In those circumstances, resources for defeating the ability to commit
genocide either through military intervention or through the
dissemination of information to at-risk individuals are vital. Free
Software is a resource for frustrating the logistics of genocide that
can only be diminished by reducing military contributions to it.

> The problem is that all these applications fall within the
> "freedom" of free software,

That's "correct".

> the right to use software "for any purpose", which ultimately means
> freedom as in free market.

If there is no other freedom it's not clear how activists are free to
challenge the free market. The capitalist will after all sell you the
rope you need to hang them.

> There are many people in the hacker community, such as Felix von
> Leitner from Chaos Computer Club (also developer of dietlibc), who
> are now thinking critically about this aspect.

I look forward to seeing the discriminatory licenses that they come up
with.

>>> -, it would, under your model, be banned from all punk venues
>>> to perform.
>> 
>> Good.
>> 
> 
> That would fit hardcore punk and straight edge culture with their
> close cultural and historical affinities to puritanism.
> 
> This is a classic example of the kind of scarce, auratic
> merchandise
>> that freely licensed non-scarce digital media and live
>> performances can drive sales of (or see their costs offset by).
>> 
>> The license on it can't make it any less desirable to anyone who
>> isn't at the gig than it already is.
>> 
>> It can however give it more of the iconoclastic attitude that
>> will make it desirable to punks.
> 
> Your reaction exactly illustrates the problem: if "free culture"
> has boiled down to licensing,

It hasn't. But licenses are still a positive strategy for promoting
it. And this is a discussion about a letter regarding them.

I've personally worked more on the production, funding and technology
of free culture than on the licensing side (despite my Internet
footprint on the subject).

Creative Commons recently recognized the need for wider reform:

https://creativecommons.org/about/reform

and have supported various systems projects over the years.

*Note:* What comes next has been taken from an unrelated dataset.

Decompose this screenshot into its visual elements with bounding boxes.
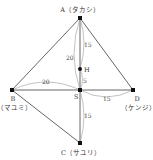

> it's merely a legal bureaucracy with little political meaning. The
> very act of releasing something on small edition vinyl is a 
> statement that runs contrary to free culture as politics.

Not at all. If you're free to play, record, adapt etc. the album it's
Free Culture. What it certainly isn't contrary to is the fetishised
economics of small-run manufacture under contemporary neoliberalism.

> As radical free culture activists, the band would have to release
> its album as mp3s or oggs and make them downloadable on their
> website, on an open wifi hotspot at the concert venue, or on a
> terminal where people could copy the files on their USB sticks.

Not at all. People can rip and upload the track. That has social and
political currency as services like Spotify seek to turn culture into
an endless source of rent and the law turns up the heat on locker sites.

> In that sense, a site like Ubuweb is - in my opinion - closer to a
> free culture spirit and politics (because it consists of work born
> out of radical aesthetics of collage, appropriation, disruption and
> interrogation of traditional musical, visual and textual forms)
> than most works that nowadays bear a Creative Commons sticker.

I agree that the absence of the historical aesthetics of remix (etc.)
from so much current work is an indicator of a political and social
failure within Free Culture. It disappoints me personally, as
appropriation, sampling and remix were what got me interested in this
area in the early 90s.

But UbuWeb largely showcases work that was not economically viable in
mass culture when it was created regardless of the unavailability of
free licenses at the time.

And as it is for the punk bands currently touring material from albums
made almost 40 years ago, sometimes immediate financial returns aren't
the sole measure of either cultural or economic worth.